Suh Bok-kyung, a political commentator, noted that Yoon’s portrayal of opposition figures as “progressive, anti-state forces” echoed formulations adopted by former South Korean authoritarian leaders to discredit political opponents.

“By comparing them to North Korea, he treats the opposition as our external enemy just because he thinks they are disrupting our national affairs,” she said.

“He is trying to exploit South Koreans’ lingering trauma about the Korean War and the Communists, but that is wrong — he should have tried to convince the public why his policies are necessary and compete fairly with his political opponents for public support.”

This week’s events highlighted “both the vulnerability and resilience of South Korean democracy,” Shin said.

“It has exposed challenges and issues such as polarization, potential executive overreach, and weakened public trust,” she added. “But the rapid rejection of the state of emergency by the National Assembly and the public outcry demonstrated strong institutional checks, civic engagement and an opportunity to strengthen democratic safeguards.”

A political novice when he was elected in 2022 by less than one percentage point over his leftist foe, Democratic Party leader Lee Jae-myung, Yoon brought an uncompromising approach to the presidency.

But his bruising style has gone down poorly with the South Korean public, while also alienating political allies, including his one-time political protégé and fellow ex-prosecutor Han Dong-hoon, the leader of Yoon’s conservative People Power party who has vocally opposed the president’s declaration of martial law.

“He may have been a successful prosecutor, but he entered politics without much preparation,” Shin said. “He’s completely out of touch if he thought he could lead the country through martial law.”

Yoon struggled to resolve long-term deadlocks with doctors on strike and labor unions, while his presidency has also been dogged by allegations surrounding his wife, First Lady Kim Keon Hee, including suggestions that she accepted a bribe in the form of a luxury purse from a Christian pastor, as well as involvement in stock manipulation and other wrongdoing.

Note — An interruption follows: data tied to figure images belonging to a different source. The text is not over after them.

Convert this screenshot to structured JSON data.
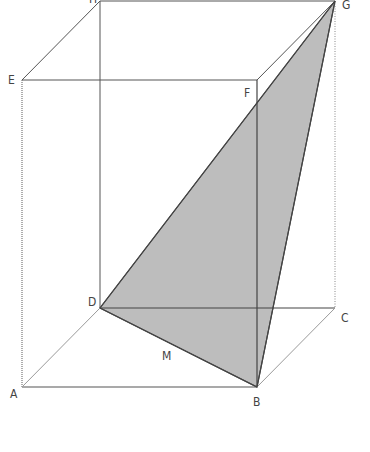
{
  "diagram": {
    "colors": {
      "edge": "#555555",
      "hidden_edge": "#8a8a8a",
      "shade_fill": "#bdbdbd",
      "shade_edge": "#444444",
      "label": "#444444",
      "background": "#ffffff"
    },
    "vertices": {
      "A": {
        "label": "A",
        "x": 22,
        "y": 387,
        "lx": 10,
        "ly": 398
      },
      "B": {
        "label": "B",
        "x": 257,
        "y": 387,
        "lx": 253,
        "ly": 406
      },
      "C": {
        "label": "C",
        "x": 335,
        "y": 308,
        "lx": 341,
        "ly": 322
      },
      "D": {
        "label": "D",
        "x": 100,
        "y": 308,
        "lx": 88,
        "ly": 306
      },
      "E": {
        "label": "E",
        "x": 22,
        "y": 80,
        "lx": 8,
        "ly": 84
      },
      "F": {
        "label": "F",
        "x": 257,
        "y": 80,
        "lx": 244,
        "ly": 97
      },
      "G": {
        "label": "G",
        "x": 335,
        "y": 1,
        "lx": 342,
        "ly": 9
      },
      "H": {
        "label": "H",
        "x": 100,
        "y": 1,
        "lx": 89,
        "ly": 3
      }
    },
    "midpoint": {
      "label": "M",
      "lx": 162,
      "ly": 360
    },
    "shaded_face": [
      "D",
      "B",
      "G"
    ],
    "edges_solid": [
      [
        "E",
        "F"
      ],
      [
        "F",
        "G"
      ],
      [
        "G",
        "H"
      ],
      [
        "H",
        "E"
      ],
      [
        "A",
        "B"
      ],
      [
        "F",
        "B"
      ],
      [
        "D",
        "C"
      ],
      [
        "H",
        "D"
      ]
    ],
    "edges_dotted": [
      [
        "E",
        "A"
      ],
      [
        "G",
        "C"
      ]
    ],
    "edges_light": [
      [
        "A",
        "D"
      ],
      [
        "B",
        "C"
      ]
    ]
  }
}
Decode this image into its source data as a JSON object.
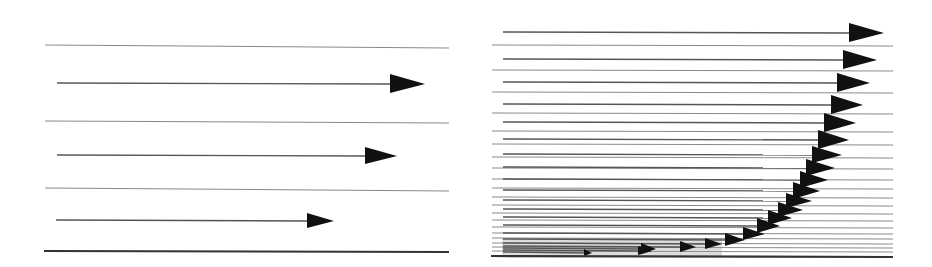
{
  "figure": {
    "title": "",
    "colors": {
      "background": "#ffffff",
      "arrow": "#111111",
      "streamline": "#8a8a8a",
      "wall": "#333333"
    }
  },
  "panels": [
    {
      "id": "laminar",
      "label": "",
      "x0": 45,
      "x1": 449,
      "wall_y": 251,
      "streamlines": [
        {
          "y": 45,
          "y2": 48
        },
        {
          "y": 121,
          "y2": 123
        },
        {
          "y": 188,
          "y2": 191
        }
      ],
      "arrows": [
        {
          "y": 83,
          "x_start": 57,
          "x_tip": 425,
          "head_len": 35,
          "head_half": 9
        },
        {
          "y": 155,
          "x_start": 57,
          "x_tip": 397,
          "head_len": 32,
          "head_half": 8
        },
        {
          "y": 220,
          "x_start": 56,
          "x_tip": 334,
          "head_len": 27,
          "head_half": 7
        }
      ]
    },
    {
      "id": "turbulent",
      "label": "",
      "x0": 492,
      "x1": 893,
      "wall_y": 256,
      "streamlines": [
        {
          "y": 45
        },
        {
          "y": 70
        },
        {
          "y": 92
        },
        {
          "y": 113
        },
        {
          "y": 131
        },
        {
          "y": 144
        },
        {
          "y": 157
        },
        {
          "y": 168
        },
        {
          "y": 179
        },
        {
          "y": 188
        },
        {
          "y": 197
        },
        {
          "y": 205
        },
        {
          "y": 213
        },
        {
          "y": 220
        },
        {
          "y": 227
        },
        {
          "y": 233
        },
        {
          "y": 238
        },
        {
          "y": 243
        },
        {
          "y": 247
        },
        {
          "y": 251
        }
      ],
      "arrows": [
        {
          "y": 32,
          "x_start": 503,
          "x_tip": 884,
          "head_len": 35,
          "head_half": 9
        },
        {
          "y": 59,
          "x_start": 503,
          "x_tip": 877,
          "head_len": 34,
          "head_half": 9
        },
        {
          "y": 82,
          "x_start": 503,
          "x_tip": 870,
          "head_len": 33,
          "head_half": 9
        },
        {
          "y": 104,
          "x_start": 503,
          "x_tip": 863,
          "head_len": 32,
          "head_half": 9
        },
        {
          "y": 122,
          "x_start": 503,
          "x_tip": 856,
          "head_len": 32,
          "head_half": 9
        },
        {
          "y": 139,
          "x_start": 503,
          "x_tip": 849,
          "head_len": 31,
          "head_half": 9
        },
        {
          "y": 154,
          "x_start": 503,
          "x_tip": 842,
          "head_len": 30,
          "head_half": 8
        },
        {
          "y": 167,
          "x_start": 503,
          "x_tip": 835,
          "head_len": 29,
          "head_half": 8
        },
        {
          "y": 179,
          "x_start": 503,
          "x_tip": 828,
          "head_len": 28,
          "head_half": 8
        },
        {
          "y": 190,
          "x_start": 503,
          "x_tip": 820,
          "head_len": 27,
          "head_half": 8
        },
        {
          "y": 200,
          "x_start": 503,
          "x_tip": 812,
          "head_len": 26,
          "head_half": 7
        },
        {
          "y": 209,
          "x_start": 503,
          "x_tip": 803,
          "head_len": 25,
          "head_half": 7
        },
        {
          "y": 217,
          "x_start": 503,
          "x_tip": 792,
          "head_len": 24,
          "head_half": 7
        },
        {
          "y": 225,
          "x_start": 503,
          "x_tip": 780,
          "head_len": 23,
          "head_half": 7
        },
        {
          "y": 233,
          "x_start": 503,
          "x_tip": 765,
          "head_len": 22,
          "head_half": 6
        },
        {
          "y": 239,
          "x_start": 503,
          "x_tip": 745,
          "head_len": 20,
          "head_half": 6
        },
        {
          "y": 243,
          "x_start": 503,
          "x_tip": 722,
          "head_len": 17,
          "head_half": 5
        },
        {
          "y": 246,
          "x_start": 503,
          "x_tip": 696,
          "head_len": 16,
          "head_half": 5
        },
        {
          "y": 248,
          "x_start": 503,
          "x_tip": 656,
          "head_len": 15,
          "head_half": 5
        },
        {
          "y": 250,
          "x_start": 503,
          "x_tip": 652,
          "head_len": 14,
          "head_half": 4
        },
        {
          "y": 252,
          "x_start": 503,
          "x_tip": 592,
          "head_len": 8,
          "head_half": 3
        }
      ]
    }
  ]
}
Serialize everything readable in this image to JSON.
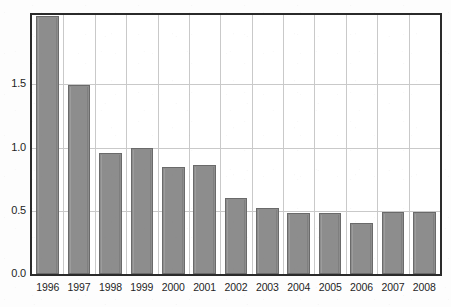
{
  "chart_data": {
    "type": "bar",
    "title": "",
    "subtitle": "",
    "xlabel": "",
    "ylabel": "",
    "categories": [
      "1996",
      "1997",
      "1998",
      "1999",
      "2000",
      "2001",
      "2002",
      "2003",
      "2004",
      "2005",
      "2006",
      "2007",
      "2008"
    ],
    "values": [
      2.04,
      1.5,
      0.96,
      1.0,
      0.85,
      0.86,
      0.6,
      0.52,
      0.48,
      0.48,
      0.4,
      0.49,
      0.49
    ],
    "series": [
      {
        "name": "",
        "values": [
          2.04,
          1.5,
          0.96,
          1.0,
          0.85,
          0.86,
          0.6,
          0.52,
          0.48,
          0.48,
          0.4,
          0.49,
          0.49
        ]
      }
    ],
    "ylim": [
      0.0,
      2.05
    ],
    "yticks": [
      0.0,
      0.5,
      1.0,
      1.5
    ],
    "ytick_labels": [
      "0.0",
      "0.5",
      "1.0",
      "1.5"
    ],
    "xtick_labels": [
      "1996",
      "1997",
      "1998",
      "1999",
      "2000",
      "2001",
      "2002",
      "2003",
      "2004",
      "2005",
      "2006",
      "2007",
      "2008"
    ],
    "grid": true,
    "grid_axis": "both",
    "legend": false,
    "legend_position": "none",
    "annotations": [],
    "colors": {
      "bar_fill": "#8d8d8d",
      "bar_edge": "#6a6a6a",
      "grid": "#c9c9c9",
      "frame": "#2a2a2a",
      "background": "#ffffff",
      "text": "#1f1f1f"
    }
  }
}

Last month, Yoon vetoed the opposition’s latest attempt to launch an official investigation into Kim. In his statement to the nation, he cited opposition efforts to impeach prosecutors involved in the decisions to drop the investigation against the First Lady as justification for his decree.

“He seems to genuinely believe that he and his wife are political victims, and those who voice dissent against them are anti-state forces,” said Shin Yul, a politics professor at Myongji University in Seoul.

Critics point out that Yoon praised former strongman Chun Doo-hwan, the South Korean general who took power in 1979 and went on to oversee a series of massacres of student protesters, as “good at politics.” Until this week, Chun’s coup was the last time a state of emergency was declared in South Korea.

Friedhoff noted that since the fall of the Chun regime, South Korean democratic politics has been enmeshed in a “vengeful cycle” of endless party conflict. Of the seven presidents elected since 1987, three served prison terms, while another died by suicide while under investigation for accepting bribes.

The irony, experts say, is that a national leader thrust into the political spotlight by his leadership role this cycle, like many of his predecessors, is likely to be defined by it.

“There was a future where he could ride out the last two years of his term and maybe avoid prison,” Friedhoff said. “But that ship has sailed and he will most likely be branded a traitor to Korean democracy.”